The controversial BitTorrent website, PirateBay, is no longer present amongst the top results when users search for the brand keyword 'pirate bay,' irrespective of the user’s location. However, for other search terms 'The Pirate Bay' is still listed on top. Google has refused to comment on the the downranking of the PirateBay website.
An interesting thing about the recently launched portal by Google 'How Search Works' is that one can see examples of those pages which Google had removed manually from their index on the Fighting Spam page.
The most recent webmaster video by Matt Cutts is about AJAX, pushState and hashbang (#!) style. In this video Matt Cutts recommends the use of PushState to update URLs.
The over-publicized Google ban on the site Interflora was removed on 3rd March. It is very strange that Google has not yet commented on this particular ban. Usually, they have been outspoken and upfront about previous public penalties, such as the ones imposed on JCPenny, BuildMyRank, BMW.de and Ricoh.de. A ban so big as the one imposed on Interflora deserves few comments from Google, as Interflora was missing from branded search queries for almost eleven days.
‘Wordpress or Blogger for SEO’ has been the big question for the webmasters. Most vouch for WordPress though there are many who will go for Blogger any day. Matt Cutts throws light on the issue.
Fighting Spam section of How Search Works , a new website launched by Google, shares some real examples of ‘pure spam’ pages that have been removed from search results. It may give you an insight on how their spam algorithm works. (For more information on How Search Works, refer to our March 2 publish.)
Search Quality Rating Guidelines officially released by Google is just a curtailed version of the old one that was leaked by an insider. The most recent version of the document had 161 pages, while the public document released by Google consists only 43 pages.
Human search quality raters with Google use the document when grading the search results. Google, as part of their efforts to be transparent, has released the document.
For webmasters who were not very sure about the review process by Google spam team, Matt Cutts has come up with an explanation. The question was – ‘When Google does a manual review do you guys use a "set standard" when banning (removing from the index) sites or do you guys ban based on if it "looks bad" or even smells like spam?’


Instructions for the task: Return only the stretch of the material below that begins with the line containing "Identify the location of th: Rp. 2,129.83." and ends with the line containing "The image size is (1070, 475).", exactly; both of those lines belong to it.

--------------------

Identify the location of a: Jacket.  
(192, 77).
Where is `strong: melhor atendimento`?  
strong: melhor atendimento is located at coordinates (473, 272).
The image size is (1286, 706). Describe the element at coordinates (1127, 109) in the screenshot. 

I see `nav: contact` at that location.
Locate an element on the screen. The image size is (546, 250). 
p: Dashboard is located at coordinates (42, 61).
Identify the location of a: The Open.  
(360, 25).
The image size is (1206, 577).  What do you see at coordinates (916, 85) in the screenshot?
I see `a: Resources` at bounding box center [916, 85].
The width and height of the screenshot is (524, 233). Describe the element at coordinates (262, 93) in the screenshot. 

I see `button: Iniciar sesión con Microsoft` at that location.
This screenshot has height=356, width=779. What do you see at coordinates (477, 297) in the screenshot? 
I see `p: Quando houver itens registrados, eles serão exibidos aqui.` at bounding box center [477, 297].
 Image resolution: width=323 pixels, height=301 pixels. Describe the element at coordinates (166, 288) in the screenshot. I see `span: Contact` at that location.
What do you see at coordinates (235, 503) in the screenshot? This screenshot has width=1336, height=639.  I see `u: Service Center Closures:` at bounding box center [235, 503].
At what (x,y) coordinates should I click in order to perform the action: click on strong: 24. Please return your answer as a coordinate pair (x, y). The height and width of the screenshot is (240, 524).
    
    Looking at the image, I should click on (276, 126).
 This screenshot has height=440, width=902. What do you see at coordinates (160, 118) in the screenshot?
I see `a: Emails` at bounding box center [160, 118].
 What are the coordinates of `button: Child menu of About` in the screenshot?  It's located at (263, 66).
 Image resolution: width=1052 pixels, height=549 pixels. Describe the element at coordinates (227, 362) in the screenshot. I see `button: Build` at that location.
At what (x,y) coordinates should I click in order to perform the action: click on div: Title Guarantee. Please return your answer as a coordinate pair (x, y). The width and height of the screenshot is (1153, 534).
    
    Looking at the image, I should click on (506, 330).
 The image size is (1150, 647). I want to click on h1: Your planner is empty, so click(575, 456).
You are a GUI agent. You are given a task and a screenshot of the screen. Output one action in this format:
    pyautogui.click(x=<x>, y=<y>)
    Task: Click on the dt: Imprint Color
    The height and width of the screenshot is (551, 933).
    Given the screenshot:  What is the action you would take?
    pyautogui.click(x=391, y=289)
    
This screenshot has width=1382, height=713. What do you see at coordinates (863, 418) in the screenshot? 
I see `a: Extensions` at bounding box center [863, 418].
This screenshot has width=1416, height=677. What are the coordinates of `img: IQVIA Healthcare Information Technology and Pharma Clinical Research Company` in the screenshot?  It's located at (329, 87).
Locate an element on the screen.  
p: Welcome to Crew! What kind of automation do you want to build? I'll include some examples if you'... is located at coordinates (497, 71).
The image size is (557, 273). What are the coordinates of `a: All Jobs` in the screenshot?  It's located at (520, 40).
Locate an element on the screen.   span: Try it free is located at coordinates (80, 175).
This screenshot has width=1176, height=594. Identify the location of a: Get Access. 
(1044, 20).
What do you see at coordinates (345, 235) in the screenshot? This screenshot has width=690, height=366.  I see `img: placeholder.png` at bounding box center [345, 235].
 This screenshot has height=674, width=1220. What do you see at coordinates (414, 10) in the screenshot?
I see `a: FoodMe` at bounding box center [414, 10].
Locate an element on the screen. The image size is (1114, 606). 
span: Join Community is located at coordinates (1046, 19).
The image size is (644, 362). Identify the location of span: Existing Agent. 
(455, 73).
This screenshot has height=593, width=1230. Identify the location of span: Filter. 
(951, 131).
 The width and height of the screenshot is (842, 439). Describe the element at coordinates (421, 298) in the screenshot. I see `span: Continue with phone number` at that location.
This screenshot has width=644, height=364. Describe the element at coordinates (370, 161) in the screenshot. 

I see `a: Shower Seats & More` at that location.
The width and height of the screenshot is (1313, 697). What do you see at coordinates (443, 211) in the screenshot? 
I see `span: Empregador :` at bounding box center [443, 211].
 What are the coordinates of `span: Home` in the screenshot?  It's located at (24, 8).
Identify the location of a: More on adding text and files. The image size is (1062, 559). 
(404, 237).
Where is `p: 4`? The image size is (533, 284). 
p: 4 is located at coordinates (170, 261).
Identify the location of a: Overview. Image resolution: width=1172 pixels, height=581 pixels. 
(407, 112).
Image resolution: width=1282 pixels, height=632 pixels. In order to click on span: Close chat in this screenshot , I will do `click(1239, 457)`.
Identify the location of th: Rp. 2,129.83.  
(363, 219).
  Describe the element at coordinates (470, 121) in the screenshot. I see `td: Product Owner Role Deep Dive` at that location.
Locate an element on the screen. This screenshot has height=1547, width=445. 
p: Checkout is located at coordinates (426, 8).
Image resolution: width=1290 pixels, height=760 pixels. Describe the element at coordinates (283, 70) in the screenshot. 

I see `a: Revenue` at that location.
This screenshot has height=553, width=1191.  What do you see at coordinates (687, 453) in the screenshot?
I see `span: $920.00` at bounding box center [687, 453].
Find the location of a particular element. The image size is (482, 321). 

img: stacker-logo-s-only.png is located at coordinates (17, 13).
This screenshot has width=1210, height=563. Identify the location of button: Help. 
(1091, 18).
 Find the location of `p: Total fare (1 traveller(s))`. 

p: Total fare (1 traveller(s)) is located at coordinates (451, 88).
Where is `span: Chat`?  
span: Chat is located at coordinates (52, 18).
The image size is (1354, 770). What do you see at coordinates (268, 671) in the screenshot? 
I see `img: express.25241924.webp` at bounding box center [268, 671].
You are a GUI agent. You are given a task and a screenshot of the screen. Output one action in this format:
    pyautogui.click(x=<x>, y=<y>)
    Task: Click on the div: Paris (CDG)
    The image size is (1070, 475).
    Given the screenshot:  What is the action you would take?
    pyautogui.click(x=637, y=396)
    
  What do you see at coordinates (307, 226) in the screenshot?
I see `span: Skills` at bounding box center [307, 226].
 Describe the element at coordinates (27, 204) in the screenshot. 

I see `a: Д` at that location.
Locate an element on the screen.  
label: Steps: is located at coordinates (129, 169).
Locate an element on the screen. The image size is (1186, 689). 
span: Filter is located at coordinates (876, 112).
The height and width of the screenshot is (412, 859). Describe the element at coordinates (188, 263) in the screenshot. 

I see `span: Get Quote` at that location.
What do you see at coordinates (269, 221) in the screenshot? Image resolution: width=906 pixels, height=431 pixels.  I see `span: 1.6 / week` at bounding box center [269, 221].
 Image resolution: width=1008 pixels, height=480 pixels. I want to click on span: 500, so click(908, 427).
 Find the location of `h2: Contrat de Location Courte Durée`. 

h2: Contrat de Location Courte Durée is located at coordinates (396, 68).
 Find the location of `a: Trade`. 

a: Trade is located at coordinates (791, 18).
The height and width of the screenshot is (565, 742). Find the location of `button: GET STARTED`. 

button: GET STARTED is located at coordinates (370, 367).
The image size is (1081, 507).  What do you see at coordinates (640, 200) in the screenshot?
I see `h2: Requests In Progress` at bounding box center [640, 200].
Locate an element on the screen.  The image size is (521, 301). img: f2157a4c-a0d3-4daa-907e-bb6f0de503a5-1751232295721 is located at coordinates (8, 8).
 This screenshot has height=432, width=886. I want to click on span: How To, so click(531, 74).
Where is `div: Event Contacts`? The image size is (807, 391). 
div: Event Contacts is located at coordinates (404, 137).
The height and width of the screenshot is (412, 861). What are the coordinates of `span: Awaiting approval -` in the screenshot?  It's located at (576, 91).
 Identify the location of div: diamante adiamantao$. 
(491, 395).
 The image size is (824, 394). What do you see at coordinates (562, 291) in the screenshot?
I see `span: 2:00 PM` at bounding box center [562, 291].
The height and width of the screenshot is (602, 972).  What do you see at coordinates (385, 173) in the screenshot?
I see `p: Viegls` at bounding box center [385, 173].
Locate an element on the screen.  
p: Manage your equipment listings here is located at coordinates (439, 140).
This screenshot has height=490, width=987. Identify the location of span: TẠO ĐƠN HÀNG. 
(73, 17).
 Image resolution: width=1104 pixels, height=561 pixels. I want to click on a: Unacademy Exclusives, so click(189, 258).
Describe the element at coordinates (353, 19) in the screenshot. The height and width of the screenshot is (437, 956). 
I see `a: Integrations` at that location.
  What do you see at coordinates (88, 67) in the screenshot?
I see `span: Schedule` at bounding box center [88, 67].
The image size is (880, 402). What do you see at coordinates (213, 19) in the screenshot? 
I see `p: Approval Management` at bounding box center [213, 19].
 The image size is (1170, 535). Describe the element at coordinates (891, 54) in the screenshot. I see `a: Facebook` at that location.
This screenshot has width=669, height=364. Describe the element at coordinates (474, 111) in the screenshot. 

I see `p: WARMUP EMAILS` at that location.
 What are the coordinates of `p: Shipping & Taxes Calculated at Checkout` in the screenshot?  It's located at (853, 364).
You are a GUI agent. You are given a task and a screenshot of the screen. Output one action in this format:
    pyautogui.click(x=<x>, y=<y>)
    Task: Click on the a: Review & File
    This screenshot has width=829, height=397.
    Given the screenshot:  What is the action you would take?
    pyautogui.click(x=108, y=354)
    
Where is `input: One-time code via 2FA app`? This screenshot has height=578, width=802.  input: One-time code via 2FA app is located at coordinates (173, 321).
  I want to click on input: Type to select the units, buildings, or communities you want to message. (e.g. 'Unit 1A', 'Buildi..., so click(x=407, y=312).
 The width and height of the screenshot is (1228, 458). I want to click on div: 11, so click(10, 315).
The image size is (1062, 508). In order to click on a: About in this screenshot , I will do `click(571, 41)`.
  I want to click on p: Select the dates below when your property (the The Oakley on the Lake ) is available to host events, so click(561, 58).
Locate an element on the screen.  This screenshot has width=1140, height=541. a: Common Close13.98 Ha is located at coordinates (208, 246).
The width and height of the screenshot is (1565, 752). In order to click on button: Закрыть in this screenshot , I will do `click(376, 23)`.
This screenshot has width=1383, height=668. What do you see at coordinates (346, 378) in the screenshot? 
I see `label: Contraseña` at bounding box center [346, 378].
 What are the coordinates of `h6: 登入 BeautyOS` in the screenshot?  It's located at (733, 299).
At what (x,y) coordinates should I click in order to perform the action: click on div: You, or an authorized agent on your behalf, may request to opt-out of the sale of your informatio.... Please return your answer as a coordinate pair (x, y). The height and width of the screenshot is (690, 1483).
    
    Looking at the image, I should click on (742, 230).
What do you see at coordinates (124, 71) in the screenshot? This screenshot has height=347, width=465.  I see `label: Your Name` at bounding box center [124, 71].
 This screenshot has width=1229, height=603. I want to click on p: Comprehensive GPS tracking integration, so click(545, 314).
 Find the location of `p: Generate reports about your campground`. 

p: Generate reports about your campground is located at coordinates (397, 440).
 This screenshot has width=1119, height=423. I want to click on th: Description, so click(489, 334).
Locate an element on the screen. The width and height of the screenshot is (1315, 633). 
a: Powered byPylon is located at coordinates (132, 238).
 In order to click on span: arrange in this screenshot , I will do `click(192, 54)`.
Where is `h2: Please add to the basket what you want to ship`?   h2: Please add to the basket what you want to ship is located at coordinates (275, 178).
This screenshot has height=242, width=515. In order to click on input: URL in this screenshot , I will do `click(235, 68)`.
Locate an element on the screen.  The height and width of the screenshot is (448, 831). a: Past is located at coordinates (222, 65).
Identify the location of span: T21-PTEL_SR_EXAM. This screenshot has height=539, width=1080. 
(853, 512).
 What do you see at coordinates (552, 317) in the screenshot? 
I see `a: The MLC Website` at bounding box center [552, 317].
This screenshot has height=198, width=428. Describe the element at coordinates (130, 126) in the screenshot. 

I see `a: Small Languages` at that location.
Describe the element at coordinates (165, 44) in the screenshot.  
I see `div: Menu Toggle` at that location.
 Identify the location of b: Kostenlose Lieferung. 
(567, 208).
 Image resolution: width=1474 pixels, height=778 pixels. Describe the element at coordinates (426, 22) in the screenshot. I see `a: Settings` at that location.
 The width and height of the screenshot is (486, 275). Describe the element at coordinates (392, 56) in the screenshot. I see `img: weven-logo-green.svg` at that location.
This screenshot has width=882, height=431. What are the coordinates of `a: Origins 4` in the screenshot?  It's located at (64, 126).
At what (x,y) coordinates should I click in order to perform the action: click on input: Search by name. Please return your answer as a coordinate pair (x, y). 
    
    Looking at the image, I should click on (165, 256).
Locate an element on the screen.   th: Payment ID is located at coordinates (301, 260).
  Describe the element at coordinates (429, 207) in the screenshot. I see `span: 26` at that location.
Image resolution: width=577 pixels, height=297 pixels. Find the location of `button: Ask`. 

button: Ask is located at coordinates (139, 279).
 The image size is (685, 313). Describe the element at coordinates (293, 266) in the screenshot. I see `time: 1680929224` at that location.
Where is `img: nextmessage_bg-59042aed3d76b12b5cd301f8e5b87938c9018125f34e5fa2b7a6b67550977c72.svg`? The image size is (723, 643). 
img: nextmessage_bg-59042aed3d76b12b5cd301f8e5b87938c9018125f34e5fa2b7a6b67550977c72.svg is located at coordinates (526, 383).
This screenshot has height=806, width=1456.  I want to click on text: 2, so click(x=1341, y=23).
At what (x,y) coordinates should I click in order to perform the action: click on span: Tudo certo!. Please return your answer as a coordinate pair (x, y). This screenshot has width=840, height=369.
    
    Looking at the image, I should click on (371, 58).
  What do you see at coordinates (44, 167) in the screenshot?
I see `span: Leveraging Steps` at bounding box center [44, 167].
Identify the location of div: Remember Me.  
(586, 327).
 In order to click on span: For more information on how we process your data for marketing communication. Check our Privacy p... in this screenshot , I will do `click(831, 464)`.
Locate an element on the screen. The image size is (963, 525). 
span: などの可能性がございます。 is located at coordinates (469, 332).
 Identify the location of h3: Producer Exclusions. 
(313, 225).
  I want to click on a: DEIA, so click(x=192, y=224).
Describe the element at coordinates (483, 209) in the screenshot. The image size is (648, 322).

--------------------

Response to this exercise:
Identify the location of th: Rp. 2,129.83.  
(363, 219).
  Describe the element at coordinates (470, 121) in the screenshot. I see `td: Product Owner Role Deep Dive` at that location.
Locate an element on the screen. This screenshot has height=1547, width=445. 
p: Checkout is located at coordinates (426, 8).
Image resolution: width=1290 pixels, height=760 pixels. Describe the element at coordinates (283, 70) in the screenshot. 

I see `a: Revenue` at that location.
This screenshot has height=553, width=1191.  What do you see at coordinates (687, 453) in the screenshot?
I see `span: $920.00` at bounding box center [687, 453].
Find the location of a particular element. The image size is (482, 321). 

img: stacker-logo-s-only.png is located at coordinates (17, 13).
This screenshot has width=1210, height=563. Identify the location of button: Help. 
(1091, 18).
 Find the location of `p: Total fare (1 traveller(s))`. 

p: Total fare (1 traveller(s)) is located at coordinates (451, 88).
Where is `span: Chat`?  
span: Chat is located at coordinates (52, 18).
The image size is (1354, 770). What do you see at coordinates (268, 671) in the screenshot? 
I see `img: express.25241924.webp` at bounding box center [268, 671].
You are a GUI agent. You are given a task and a screenshot of the screen. Output one action in this format:
    pyautogui.click(x=<x>, y=<y>)
    Task: Click on the div: Paris (CDG)
    The image size is (1070, 475).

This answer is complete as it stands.